We only have Mike McIntyre’s word for it that les Jets changing room was a pit full of bickering sourpusses with self-serving interests, so unless the Drab Slab beat guy is prepared to give us the skinny we won’t know the true story.

Jacob Trouba

Let’s make something quite clear: Jacob Trouba wasn’t solely responsible for the goal that did in les Jets in their stunning Game 5 loss to the Blues last Thursday. Yes, he made a poor decision to attempt to freeze the puck on the end boards. A real D’oh! Boy move with about 25 ticks left on the clock. But what of his defensive partner, Josh Morrissey? He was working in concert with Trouba, trying to free the puck vs. Alex Steen and Jaden Schwartz of St. Loo. When it came loose, Rink Rat Scheifele promptly handed it to the Blues Tyler Bozak. Kyle Connor then made a pathetic one-handed poke check attempt, but refused to engage Bozak. Both Trouba and Wheeler then ignored Schwartz, standing unmarked in front of the net to redirect a Bozak feed past Hellebuyck. It was, in short, a 10-second, total team collapse.

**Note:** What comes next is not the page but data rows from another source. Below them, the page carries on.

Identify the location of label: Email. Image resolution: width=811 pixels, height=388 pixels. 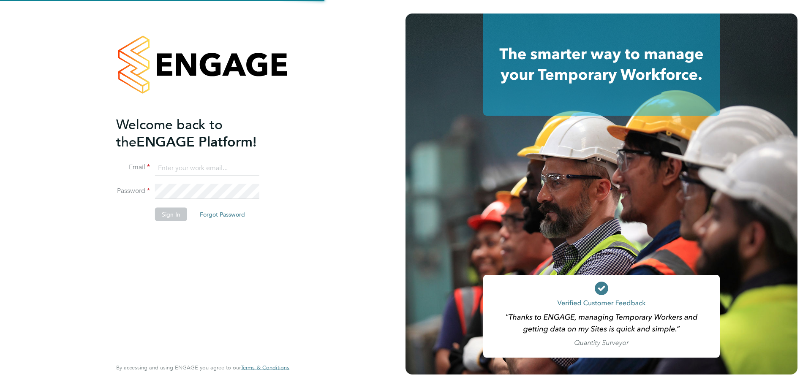
(133, 167).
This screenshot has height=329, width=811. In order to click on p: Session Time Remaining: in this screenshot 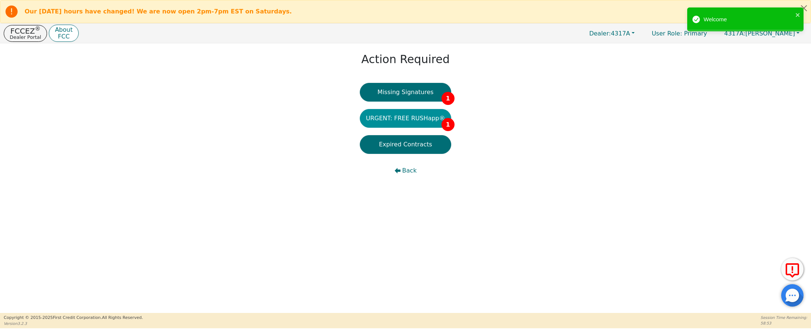, I will do `click(784, 317)`.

If the Tranna Maple Leafs beat the Boston Bruins in their Game 7 showdown on Tuesday to advance along the Stanley Cup trail, I sure hope Sportsnet and TSN will clear some air time and web space to finally give some coverage to the Buds.

Auston Matthews

Let’s put the shrine to Auston Matthews on hold, shall we? I mean, if not for some replay goomer who failed to see what the rest of us saw, Matthews’ goal in les Leafs’ 2-1 victory over the Bruins on Friday night in Beantown would have been waved off for goaltender interference and, for all we know, they’d still be playing.

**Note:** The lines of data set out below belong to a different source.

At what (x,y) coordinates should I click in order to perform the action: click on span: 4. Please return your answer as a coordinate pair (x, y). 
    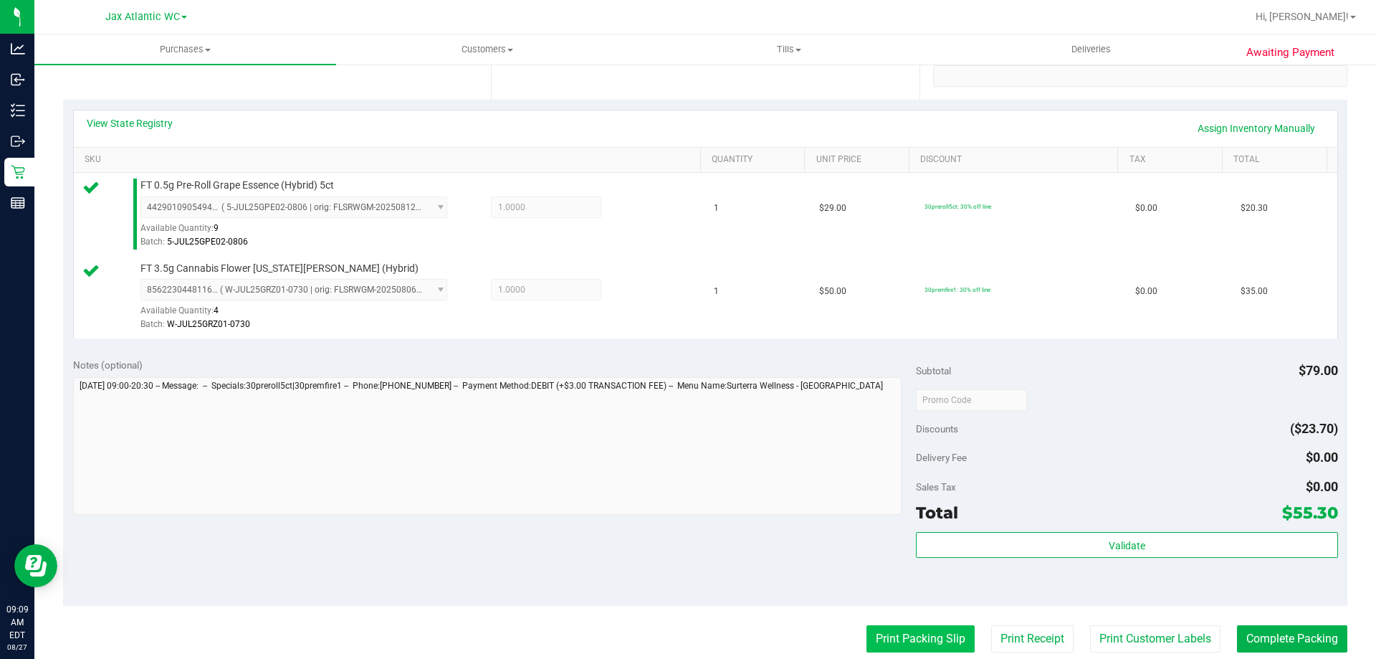
    Looking at the image, I should click on (216, 310).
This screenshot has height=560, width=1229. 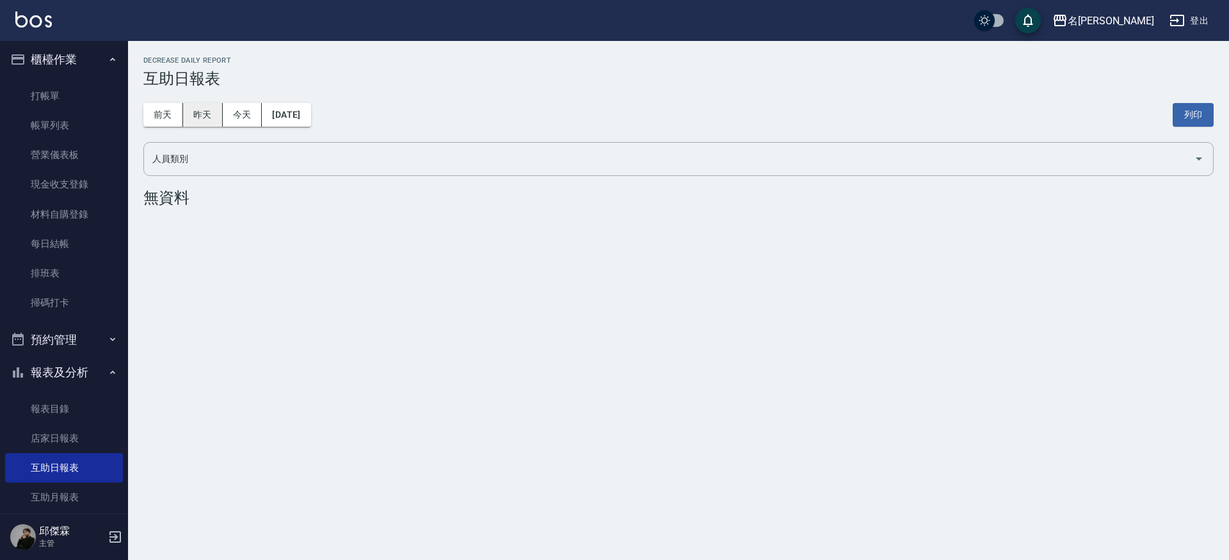 I want to click on h3: 互助日報表, so click(x=678, y=79).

That’s twice in less than a week that a hockey outfit has been royally ripped off by a video replay judge. First the Finnish women were denied the world title they had earned, and now the Bruins. What are the requirements for that job? A white cane? I think we all knew this replay business would be iffy, but, c’mon man, no amount of official bafflegab from the IIHF or NHL can justify this level of stooge-ism.

Milan Lucic

Postmedia Edmonton allowed readers to have their say on their favorite hockey team, and this was among the many questions asked: “Assuming no team would trade for him given his salary and term remaining on his contract, what should the Oilers do with Milan Lucic?” Shockingly, 3,857 (42 per cent) people who apparently had their eyes shut when the Looch was on the ice answered “Keep him.” Each of those 3,857 Sad Sacks is now qualified to work as an IIHF and NHL video replay judge.

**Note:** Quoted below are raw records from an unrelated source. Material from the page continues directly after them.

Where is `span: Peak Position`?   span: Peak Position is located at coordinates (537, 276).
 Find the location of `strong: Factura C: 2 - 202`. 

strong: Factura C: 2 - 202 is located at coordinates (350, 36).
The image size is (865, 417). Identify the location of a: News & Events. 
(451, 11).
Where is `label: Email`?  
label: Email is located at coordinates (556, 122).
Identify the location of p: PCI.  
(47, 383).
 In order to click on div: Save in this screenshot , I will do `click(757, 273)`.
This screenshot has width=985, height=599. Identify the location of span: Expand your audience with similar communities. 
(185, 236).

I assume the Winnipeg Sun will run a similar You Be The Boss survey now that garbage bag day has arrived for les Jets, because it’s a tabloid kind of thing to do. Who will the rabble in Good Ol’ Hometown fit for the biggest pair of goat horns? I predict there’ll be three main fall guys: Head coach Paul Maurice, assistant coach Charlie Huddy, and head-strong defender Jacob Trouba, although not necessarily in that order.

And, finally, I don’t know about you, but I feel no obligation to root, root, root for the Maple Leafs simply because they’re the only Canadian outfit still standing in Beard Season.